Michael Hobbs wrote:
Is there any baseline data from the preceding years? Any rational capital investment of this magnitude would baseline the usage and look at the rate of increase over a number of years.
The investment is perfectly justified and would be even if there had been a zero per cent increase in cycling along the route.
Two years ago all people cycling along Green Lanes were at an unacceptably high risk of serious injury or death. Now several hundred users of the bike lanes are safer and less stressed. These are people who have chosen the most benign method of transport and who have been comprehensively ignored for many decades. During that time many thousands of cyclists have been killed by drivers who did not take sufficient care or because of road designs that ignored their safety. It is shameful that UK national and local governments have ignored this scandal for so long and I am very pleased to see a change in attitude. It is a simple matter of justice. There is no need to bring cost/benefit analysis into the picture - it is the resort of those who know the price of everything and the value of nothing.
In terms of total money spent on road, the amount spent on cycling infrastructure is absolutely negligible - I don't have any figures to hand, but suspect that it over the last twenty years it will be less than 1 per cent.
This excerpt from a
recent newspaper article
makes the point:
As Chris Boardman, the cycle campaigner turned cycle tsar for Greater Manchester,
noted last month
, his planned revamp of the region would cost £1.5bn and would deliver 1,800 miles of safer cycling. That might sound a lot, he said, until you remember that the government has agreed to spend £1.4bn
improving a single roundabout
in Bedfordshire. So yes, by transport standards, cycling is an absolute bargain.
In any case, cyclists pay for the roads, not just drivers - we all pay out of taxes. On top of that, many cyclists also drive cars, so they too pay the same amount of duty as other drivers. Children don't pay, obviously, but their parents do. And the drivers don't pay their fair share of the "externalities" - the knock-on cost to government of car driving, such as the costs of accidents to the police and health service.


[What you have to do] Review the material and extract every line in which the word "ondernemingsnummer" occurs.

[Supplied material]
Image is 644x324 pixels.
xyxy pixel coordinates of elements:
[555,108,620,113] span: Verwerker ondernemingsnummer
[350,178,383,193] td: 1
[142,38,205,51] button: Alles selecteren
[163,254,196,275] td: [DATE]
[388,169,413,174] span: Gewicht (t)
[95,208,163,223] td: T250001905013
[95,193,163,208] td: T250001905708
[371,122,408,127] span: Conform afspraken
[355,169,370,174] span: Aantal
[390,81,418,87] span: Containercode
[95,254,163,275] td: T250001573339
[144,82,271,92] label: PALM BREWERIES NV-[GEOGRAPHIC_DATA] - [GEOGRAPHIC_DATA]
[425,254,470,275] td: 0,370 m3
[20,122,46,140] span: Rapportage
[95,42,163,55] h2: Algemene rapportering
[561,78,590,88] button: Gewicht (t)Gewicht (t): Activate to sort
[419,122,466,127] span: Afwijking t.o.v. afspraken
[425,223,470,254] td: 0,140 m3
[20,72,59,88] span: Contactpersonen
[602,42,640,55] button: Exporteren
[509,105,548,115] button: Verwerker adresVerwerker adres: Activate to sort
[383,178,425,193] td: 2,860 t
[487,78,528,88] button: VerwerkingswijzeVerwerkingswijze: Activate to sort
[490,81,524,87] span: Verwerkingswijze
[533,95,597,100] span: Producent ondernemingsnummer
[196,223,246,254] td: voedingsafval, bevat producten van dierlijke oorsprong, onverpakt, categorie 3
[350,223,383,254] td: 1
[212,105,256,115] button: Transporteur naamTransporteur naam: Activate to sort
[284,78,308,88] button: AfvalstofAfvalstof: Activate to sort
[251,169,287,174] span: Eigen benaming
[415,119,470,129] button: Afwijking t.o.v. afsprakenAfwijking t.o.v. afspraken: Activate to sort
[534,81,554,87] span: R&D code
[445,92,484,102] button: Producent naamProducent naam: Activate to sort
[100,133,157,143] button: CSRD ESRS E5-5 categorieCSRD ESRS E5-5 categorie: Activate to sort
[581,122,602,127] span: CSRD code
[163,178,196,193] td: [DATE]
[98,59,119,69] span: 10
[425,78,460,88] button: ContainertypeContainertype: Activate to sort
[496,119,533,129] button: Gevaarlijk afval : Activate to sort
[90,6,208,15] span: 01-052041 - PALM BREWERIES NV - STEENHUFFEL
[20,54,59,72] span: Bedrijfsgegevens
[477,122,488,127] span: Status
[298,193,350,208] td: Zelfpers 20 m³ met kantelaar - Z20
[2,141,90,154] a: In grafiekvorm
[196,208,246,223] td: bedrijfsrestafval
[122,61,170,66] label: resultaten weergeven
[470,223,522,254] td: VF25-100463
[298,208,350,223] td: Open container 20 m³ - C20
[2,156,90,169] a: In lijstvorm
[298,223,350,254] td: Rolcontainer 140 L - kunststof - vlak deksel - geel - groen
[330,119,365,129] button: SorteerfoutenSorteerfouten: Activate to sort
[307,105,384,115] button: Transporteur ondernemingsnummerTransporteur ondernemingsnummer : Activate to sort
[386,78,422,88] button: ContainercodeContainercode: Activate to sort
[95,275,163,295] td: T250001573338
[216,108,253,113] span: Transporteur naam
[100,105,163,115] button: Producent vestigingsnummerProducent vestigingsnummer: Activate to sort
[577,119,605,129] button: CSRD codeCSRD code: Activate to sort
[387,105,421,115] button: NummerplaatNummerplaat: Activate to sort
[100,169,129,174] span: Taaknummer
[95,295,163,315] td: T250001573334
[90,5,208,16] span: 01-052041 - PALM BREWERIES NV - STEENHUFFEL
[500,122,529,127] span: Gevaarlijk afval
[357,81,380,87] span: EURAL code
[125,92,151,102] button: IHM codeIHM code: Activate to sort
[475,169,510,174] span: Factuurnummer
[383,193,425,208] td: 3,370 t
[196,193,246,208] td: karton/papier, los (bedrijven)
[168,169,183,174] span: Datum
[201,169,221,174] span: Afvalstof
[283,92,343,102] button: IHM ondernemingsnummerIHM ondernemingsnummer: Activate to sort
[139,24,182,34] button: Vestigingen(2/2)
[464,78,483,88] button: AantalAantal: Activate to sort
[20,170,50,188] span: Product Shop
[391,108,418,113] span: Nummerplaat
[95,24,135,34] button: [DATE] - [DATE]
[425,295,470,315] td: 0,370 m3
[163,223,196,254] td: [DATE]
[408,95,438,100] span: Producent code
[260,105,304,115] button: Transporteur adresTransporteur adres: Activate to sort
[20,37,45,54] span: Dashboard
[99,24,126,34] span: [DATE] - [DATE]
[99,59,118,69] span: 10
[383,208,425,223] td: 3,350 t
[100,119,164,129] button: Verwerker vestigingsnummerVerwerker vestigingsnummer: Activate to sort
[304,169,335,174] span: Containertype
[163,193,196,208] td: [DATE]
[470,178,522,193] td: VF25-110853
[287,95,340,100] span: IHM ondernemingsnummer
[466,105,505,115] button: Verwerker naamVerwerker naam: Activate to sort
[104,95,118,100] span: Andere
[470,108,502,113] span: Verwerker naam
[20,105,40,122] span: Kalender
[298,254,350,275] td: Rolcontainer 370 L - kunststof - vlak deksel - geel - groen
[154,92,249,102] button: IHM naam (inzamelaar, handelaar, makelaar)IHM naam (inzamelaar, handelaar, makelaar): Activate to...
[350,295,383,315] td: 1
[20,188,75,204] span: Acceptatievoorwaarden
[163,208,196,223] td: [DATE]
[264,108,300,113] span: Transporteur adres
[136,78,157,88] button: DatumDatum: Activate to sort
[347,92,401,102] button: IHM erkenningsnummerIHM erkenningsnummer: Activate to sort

[Expected output]
[555,108,620,113] span: Verwerker ondernemingsnummer
[533,95,597,100] span: Producent ondernemingsnummer
[307,105,384,115] button: Transporteur ondernemingsnummerTransporteur ondernemingsnummer : Activate to sort
[283,92,343,102] button: IHM ondernemingsnummerIHM ondernemingsnummer: Activate to sort
[287,95,340,100] span: IHM ondernemingsnummer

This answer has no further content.